Citing the First Amendment, the Fifth Amendment and the logic of fair play, Pfizer Inc. is taking on a Health and Human Services’ (HHS) antitrust policy that prohibits drug companies from helping Medicare beneficiaries with hefty copays.
The U.S. FDA reported that 28 serology tests for antibodies for the SARS-CoV-2 virus either have been withdrawn from the market by the sponsor or delisted by the agency for failure to comply with its notification process for emergency use authorization (EUA). The agency said the list of unavailable tests will be updated over time. For his part, Commissioner Stephen Hahn said the move was undertaken “to ensure that Americans have access to trustworthy tests.”
Except for breakthrough devices and qualifying infectious disease drugs, the footwork for getting Medicare's new technology add-on payment (NTAP) can be more challenging than that needed to win FDA approval. It could be even tougher for products that use artificial intelligence (AI) or that follow a subscription model for pricing.
Innovation is being rewarded under Medicare’s proposed fiscal 2021 Inpatient Prospective Payment System (IPPS) that was unveiled Monday. For starters, the Centers for Medicare and Medicaid Services (CMS) is proposing a new Medicare-severity-diagnosis related group (MS-DRG) specifically for CAR T therapies.
How U.S. health care emerges from the COVID-19 pandemic is a million-dollar question, as patients, providers, payers and drug manufacturers are adapting to a new reality that’s advancing telehealth and changing how providers interact with patients.
The Trump administration has proposed a policy to gradually reopen the U.S. for business, part of which is to allow a resumption of elective procedures and treatments in outpatient settings. While patients with urgent medical needs presumably are being treated already, the policy would seem to promise a boost in volumes for certain devices, such as coronary artery stents, knee implants and transcatheter aortic valve replacement (TAVR) devices, all of which enjoy at least limited Medicare coverage for outpatient use.
The U.S. Centers for Medicare and Medicaid Services (CMS) announced it may tack on another three years to the Comprehensive Care for Joint Replacement (CJR) program, proposing among other things to drop the 50% cap on gainsharing payments. Analysts with Cowen Washington Research Group, of New York, said post-acute care providers are at greater risk than device makers with the extension, however, due to the fact that hospitals have several choices in terms of discharge destination, including the patient’s home.
The advent of transcatheter aortic valve replacement (TAVR) changed the framework for dealing with aortic valve stenosis, but some clinicians might argue there was a corresponding and inappropriate rush away from surgical aortic valve replacement (SAVR).
Policymakers are often as sensitive to overall health care spending as they are to increases in Medicare spending, and the latest report on both brought some good news and some bad news. The good news is that overall health care spending was essentially flat as a share of gross domestic product (GDP) in 2018, but the bad news is that Medicare spending jumped 6.4%, thus renewing the troublesome historical trend of outpacing typical GDP growth.
Despite a substantial build-up of expectations, the U.S. federal government has excluded device makers from a proposal to provide safe harbors under the anti-kickback statutes for value-based arrangements between providers and medical device makers. The news comes as a blow to device makers, who have argued for some time that value-based arrangements between industry and hospitals could save the taxpayer millions each year in Medicare spending, but the draft rule made note of concern that such arrangements might reduce competition among device makers.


EXERCISE BRIEF ::
Find the lines of data that contain the string "riemann", then list them.

MATERIAL SUPPLIED ::

=====

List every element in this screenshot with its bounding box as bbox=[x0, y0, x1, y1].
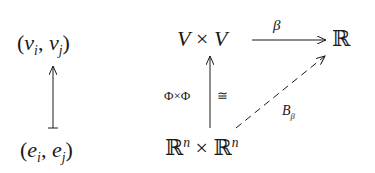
phi-times-phi-label: Φ×Φ bbox=[164, 89, 190, 102]
node-ei-ej: (ei, ej) bbox=[20, 139, 73, 161]
sub-beta: β bbox=[291, 111, 295, 121]
reals-symbol: ℝ bbox=[214, 135, 232, 160]
var-e: e bbox=[27, 137, 37, 162]
var-V: V bbox=[177, 26, 190, 51]
phi-times-phi-text: Φ×Φ bbox=[164, 88, 190, 103]
var-e: e bbox=[52, 137, 62, 162]
b-beta-dashed-arrow bbox=[236, 56, 325, 128]
var-V: V bbox=[214, 26, 227, 51]
sup-n: n bbox=[183, 135, 190, 150]
comma: , bbox=[38, 30, 49, 55]
comma: , bbox=[41, 137, 52, 162]
node-rn-times-rn: ℝn × ℝn bbox=[165, 137, 239, 159]
node-v-times-v: V × V bbox=[177, 28, 227, 50]
var-B: B bbox=[282, 103, 291, 118]
node-vi-vj: (vi, vj) bbox=[17, 32, 70, 54]
maps-to-arrow bbox=[48, 66, 58, 128]
beta-symbol: β bbox=[273, 17, 280, 33]
var-v: v bbox=[24, 30, 34, 55]
cong-symbol: ≅ bbox=[217, 88, 228, 103]
times-symbol: × bbox=[196, 26, 208, 51]
isomorphism-label: ≅ bbox=[217, 89, 228, 102]
reals-symbol: ℝ bbox=[165, 135, 183, 160]
node-reals: ℝ bbox=[332, 28, 350, 50]
beta-label: β bbox=[273, 18, 280, 33]
paren-close: ) bbox=[65, 137, 72, 162]
sup-n: n bbox=[232, 135, 239, 150]
reals-symbol: ℝ bbox=[332, 26, 350, 51]
times-symbol: × bbox=[196, 135, 208, 160]
paren-close: ) bbox=[62, 30, 69, 55]
var-v: v bbox=[49, 30, 59, 55]
b-beta-label: Bβ bbox=[282, 104, 295, 118]
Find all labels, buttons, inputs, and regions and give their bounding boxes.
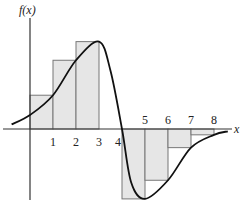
tick-label-4: 4 (115, 135, 121, 149)
riemann-rectangle (145, 129, 168, 180)
tick-label-2: 2 (73, 135, 79, 149)
tick-label-5: 5 (142, 113, 148, 127)
riemann-rectangle (53, 60, 76, 129)
x-axis-label: x (233, 122, 240, 136)
tick-label-3: 3 (96, 135, 102, 149)
riemann-rectangle (76, 42, 99, 129)
riemann-rectangle (191, 129, 214, 135)
riemann-rectangle (168, 129, 191, 148)
tick-label-8: 8 (211, 113, 217, 127)
tick-label-1: 1 (50, 135, 56, 149)
tick-label-7: 7 (188, 113, 194, 127)
y-axis-label: f(x) (19, 3, 36, 17)
rectangles (30, 42, 214, 199)
riemann-sum-figure: f(x) x 12345678 (0, 0, 241, 204)
tick-label-6: 6 (165, 113, 171, 127)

=====

SOLVED PROBLEM ::
riemann-rectangle (145, 129, 168, 180)
riemann-rectangle (53, 60, 76, 129)
riemann-rectangle (76, 42, 99, 129)
riemann-rectangle (191, 129, 214, 135)
riemann-rectangle (168, 129, 191, 148)
riemann-sum-figure: f(x) x 12345678 (0, 0, 241, 204)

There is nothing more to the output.